Cross-posting to Wikien-l...
On Thu, Jul 9, 2009 at 9:01 PM, Erik Moellererik@wikimedia.org wrote:
Unfortunately, community-created help pages tend to accumulate vast amounts of instruction cruft that distracts from simple high-level information.
Maybe it's time English Wikipedia (at least) created a set of standards for help pages and a process for identifying good ones. "Manual of Style (help pages)", "Helpful help page candidates" and "What is a helpful help page?", anyone? (The latter two are only half facetious; the first is probably a good idea, although I would have no idea where to start.)
-Sage (User:Ragesoss)
On Fri, Jul 10, 2009 at 12:57 AM, Sage Rossragesoss+wikipedia@gmail.com wrote:
Cross-posting to Wikien-l...
On Thu, Jul 9, 2009 at 9:01 PM, Erik Moellererik@wikimedia.org wrote:
Unfortunately, community-created help pages tend to accumulate vast amounts of instruction cruft that distracts from simple high-level information.
Maybe it's time English Wikipedia (at least) created a set of standards for help pages and a process for identifying good ones. "Manual of Style (help pages)", "Helpful help page candidates" and "What is a helpful help page?", anyone? (The latter two are only half facetious; the first is probably a good idea, although I would have no idea where to start.)
Good help is not neutral, and I suspect it's seldom produced by consensus.
When someone needs help they usually want precisely ONE way to solve the problem. There may be a dozen good ones but if a person knew what they wanted they wouldn't need help, so if you make people choose many will throw up their hands.
You don't need to deny the existence of all but one solution, but you can't make people wade without losing a lot of them. This naturally means that many reasonably solutions will get an unfair treatment.
Compare:
http://www.fsf.org/resources/formats/playogg
and
http://en.wikipedia.org/wiki/Wikipedia:Media_help_%28Ogg%29
I'm generally the one complaining against dumbing things down to the least common denominator, but help pages are a place where it really counts.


_What you need to do_
Below are some entries. Work out how many of their lines hold the word "summary", and write that number alone.

_Records for this exercise_
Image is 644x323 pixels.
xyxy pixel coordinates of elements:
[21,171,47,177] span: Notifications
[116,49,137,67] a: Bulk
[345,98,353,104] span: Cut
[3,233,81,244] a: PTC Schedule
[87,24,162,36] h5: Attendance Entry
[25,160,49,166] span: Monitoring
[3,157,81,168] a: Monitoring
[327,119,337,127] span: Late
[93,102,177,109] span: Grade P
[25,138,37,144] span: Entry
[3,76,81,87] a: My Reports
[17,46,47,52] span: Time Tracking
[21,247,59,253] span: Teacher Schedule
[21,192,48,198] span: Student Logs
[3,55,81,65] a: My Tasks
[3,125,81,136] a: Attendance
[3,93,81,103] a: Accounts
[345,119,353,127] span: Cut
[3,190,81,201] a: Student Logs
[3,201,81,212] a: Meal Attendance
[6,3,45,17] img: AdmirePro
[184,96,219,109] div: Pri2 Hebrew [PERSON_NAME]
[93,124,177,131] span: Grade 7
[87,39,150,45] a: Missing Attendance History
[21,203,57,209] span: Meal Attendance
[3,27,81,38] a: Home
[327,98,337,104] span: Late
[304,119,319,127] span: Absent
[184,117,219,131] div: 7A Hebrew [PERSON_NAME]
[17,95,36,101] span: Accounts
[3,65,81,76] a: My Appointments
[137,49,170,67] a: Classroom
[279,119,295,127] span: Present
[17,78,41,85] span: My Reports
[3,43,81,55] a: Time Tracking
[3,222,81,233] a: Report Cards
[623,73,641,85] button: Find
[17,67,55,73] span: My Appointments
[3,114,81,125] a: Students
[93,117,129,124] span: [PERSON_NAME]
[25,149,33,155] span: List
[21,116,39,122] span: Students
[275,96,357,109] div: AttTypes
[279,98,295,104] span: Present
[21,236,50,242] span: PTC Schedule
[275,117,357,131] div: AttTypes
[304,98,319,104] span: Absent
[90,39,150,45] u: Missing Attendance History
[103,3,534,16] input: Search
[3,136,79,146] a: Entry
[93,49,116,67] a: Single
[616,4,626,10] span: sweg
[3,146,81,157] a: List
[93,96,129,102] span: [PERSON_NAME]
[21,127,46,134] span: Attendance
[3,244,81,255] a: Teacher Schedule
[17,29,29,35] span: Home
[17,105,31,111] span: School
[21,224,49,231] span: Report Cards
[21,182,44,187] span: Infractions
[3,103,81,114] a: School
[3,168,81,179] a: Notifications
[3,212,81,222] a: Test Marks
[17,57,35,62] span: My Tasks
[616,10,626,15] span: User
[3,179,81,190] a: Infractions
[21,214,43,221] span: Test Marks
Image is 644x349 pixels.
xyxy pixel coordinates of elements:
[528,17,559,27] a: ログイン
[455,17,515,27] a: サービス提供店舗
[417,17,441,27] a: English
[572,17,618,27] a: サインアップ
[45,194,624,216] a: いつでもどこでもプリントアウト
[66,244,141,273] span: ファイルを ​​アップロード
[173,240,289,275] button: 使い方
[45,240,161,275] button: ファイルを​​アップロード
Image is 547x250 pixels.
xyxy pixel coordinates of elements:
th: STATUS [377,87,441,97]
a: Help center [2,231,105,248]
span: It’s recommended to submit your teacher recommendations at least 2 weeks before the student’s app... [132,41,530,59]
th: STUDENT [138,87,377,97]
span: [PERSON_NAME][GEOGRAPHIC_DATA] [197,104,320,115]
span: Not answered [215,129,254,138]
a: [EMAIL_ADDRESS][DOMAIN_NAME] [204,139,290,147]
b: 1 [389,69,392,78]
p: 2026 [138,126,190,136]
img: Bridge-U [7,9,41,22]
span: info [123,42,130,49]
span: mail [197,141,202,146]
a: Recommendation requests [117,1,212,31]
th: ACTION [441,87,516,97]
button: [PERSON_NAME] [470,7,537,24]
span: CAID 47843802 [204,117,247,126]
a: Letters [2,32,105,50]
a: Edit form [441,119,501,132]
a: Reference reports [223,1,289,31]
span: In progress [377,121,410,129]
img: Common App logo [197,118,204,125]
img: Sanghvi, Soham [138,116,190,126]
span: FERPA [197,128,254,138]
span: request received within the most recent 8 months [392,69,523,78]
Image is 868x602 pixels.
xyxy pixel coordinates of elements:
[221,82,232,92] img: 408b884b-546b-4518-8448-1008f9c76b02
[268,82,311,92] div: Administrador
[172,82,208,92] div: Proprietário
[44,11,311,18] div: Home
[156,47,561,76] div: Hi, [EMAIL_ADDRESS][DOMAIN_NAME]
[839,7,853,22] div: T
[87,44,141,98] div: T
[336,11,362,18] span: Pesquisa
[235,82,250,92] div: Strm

--

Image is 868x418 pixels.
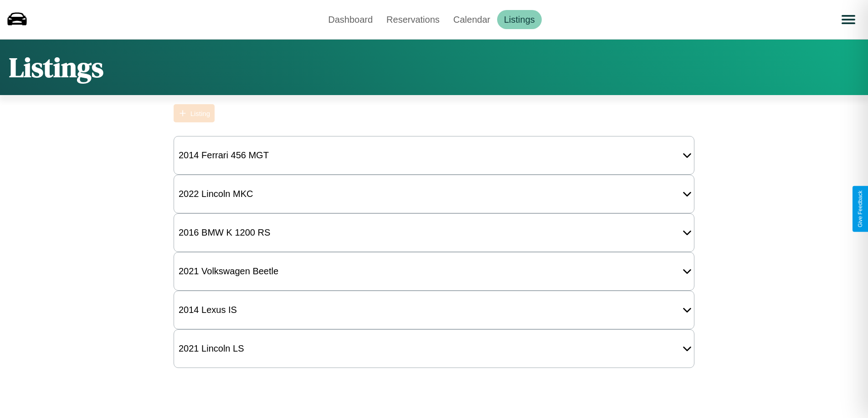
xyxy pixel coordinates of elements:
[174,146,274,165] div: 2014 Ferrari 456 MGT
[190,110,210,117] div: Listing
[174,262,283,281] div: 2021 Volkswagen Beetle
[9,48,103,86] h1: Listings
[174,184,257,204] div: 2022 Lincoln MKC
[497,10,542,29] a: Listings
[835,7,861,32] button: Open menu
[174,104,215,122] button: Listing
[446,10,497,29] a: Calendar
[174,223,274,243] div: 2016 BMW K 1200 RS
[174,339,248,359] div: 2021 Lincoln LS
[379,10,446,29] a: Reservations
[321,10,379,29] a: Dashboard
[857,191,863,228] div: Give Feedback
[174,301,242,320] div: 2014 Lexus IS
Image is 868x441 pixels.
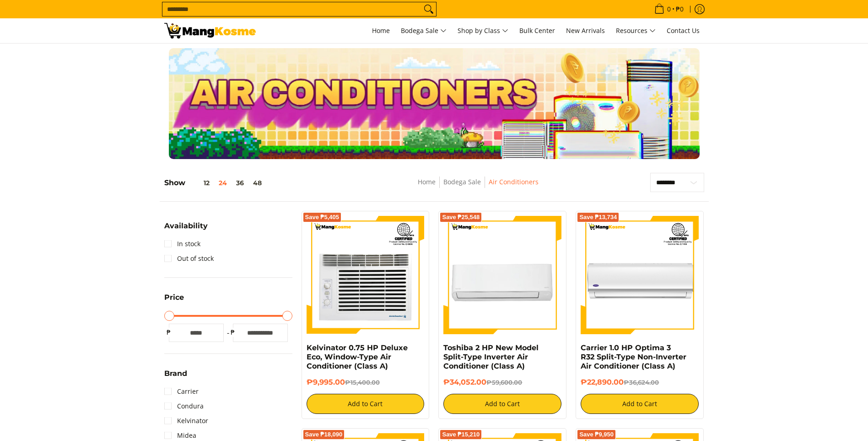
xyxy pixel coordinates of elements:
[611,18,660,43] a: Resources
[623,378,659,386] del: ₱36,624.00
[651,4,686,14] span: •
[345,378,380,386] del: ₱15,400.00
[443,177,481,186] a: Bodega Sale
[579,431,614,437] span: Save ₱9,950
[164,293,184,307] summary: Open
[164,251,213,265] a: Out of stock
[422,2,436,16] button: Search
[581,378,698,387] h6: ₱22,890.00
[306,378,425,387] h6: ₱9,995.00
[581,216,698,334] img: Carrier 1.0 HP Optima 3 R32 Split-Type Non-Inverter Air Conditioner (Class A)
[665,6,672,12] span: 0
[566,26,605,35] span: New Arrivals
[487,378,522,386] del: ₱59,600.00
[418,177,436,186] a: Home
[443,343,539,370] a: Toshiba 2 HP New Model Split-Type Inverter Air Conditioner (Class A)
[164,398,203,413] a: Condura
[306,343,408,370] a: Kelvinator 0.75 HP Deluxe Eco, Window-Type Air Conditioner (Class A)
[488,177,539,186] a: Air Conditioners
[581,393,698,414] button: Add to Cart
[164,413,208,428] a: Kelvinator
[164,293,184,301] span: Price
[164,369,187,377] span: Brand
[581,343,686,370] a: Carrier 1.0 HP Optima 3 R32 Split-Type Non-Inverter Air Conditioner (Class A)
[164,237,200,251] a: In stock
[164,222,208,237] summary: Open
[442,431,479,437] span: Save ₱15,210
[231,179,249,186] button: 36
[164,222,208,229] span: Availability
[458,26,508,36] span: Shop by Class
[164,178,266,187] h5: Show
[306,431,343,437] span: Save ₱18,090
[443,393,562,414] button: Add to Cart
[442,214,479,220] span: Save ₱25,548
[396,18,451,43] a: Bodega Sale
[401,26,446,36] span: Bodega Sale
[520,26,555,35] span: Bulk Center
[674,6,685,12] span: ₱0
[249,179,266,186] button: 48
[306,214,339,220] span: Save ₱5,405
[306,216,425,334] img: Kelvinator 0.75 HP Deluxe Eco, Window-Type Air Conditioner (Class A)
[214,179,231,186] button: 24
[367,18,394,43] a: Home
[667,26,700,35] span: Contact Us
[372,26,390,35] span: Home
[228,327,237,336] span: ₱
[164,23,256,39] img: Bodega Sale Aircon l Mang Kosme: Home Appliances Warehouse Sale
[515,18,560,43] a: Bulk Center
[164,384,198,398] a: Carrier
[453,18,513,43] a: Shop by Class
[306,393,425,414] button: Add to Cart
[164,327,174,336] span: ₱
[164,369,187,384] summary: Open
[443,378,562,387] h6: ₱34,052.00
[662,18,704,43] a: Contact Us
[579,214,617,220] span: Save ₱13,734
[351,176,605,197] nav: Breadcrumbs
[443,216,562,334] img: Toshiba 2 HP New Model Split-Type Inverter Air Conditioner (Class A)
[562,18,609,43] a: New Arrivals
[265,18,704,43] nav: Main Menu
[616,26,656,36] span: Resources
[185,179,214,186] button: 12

_Answer section_
3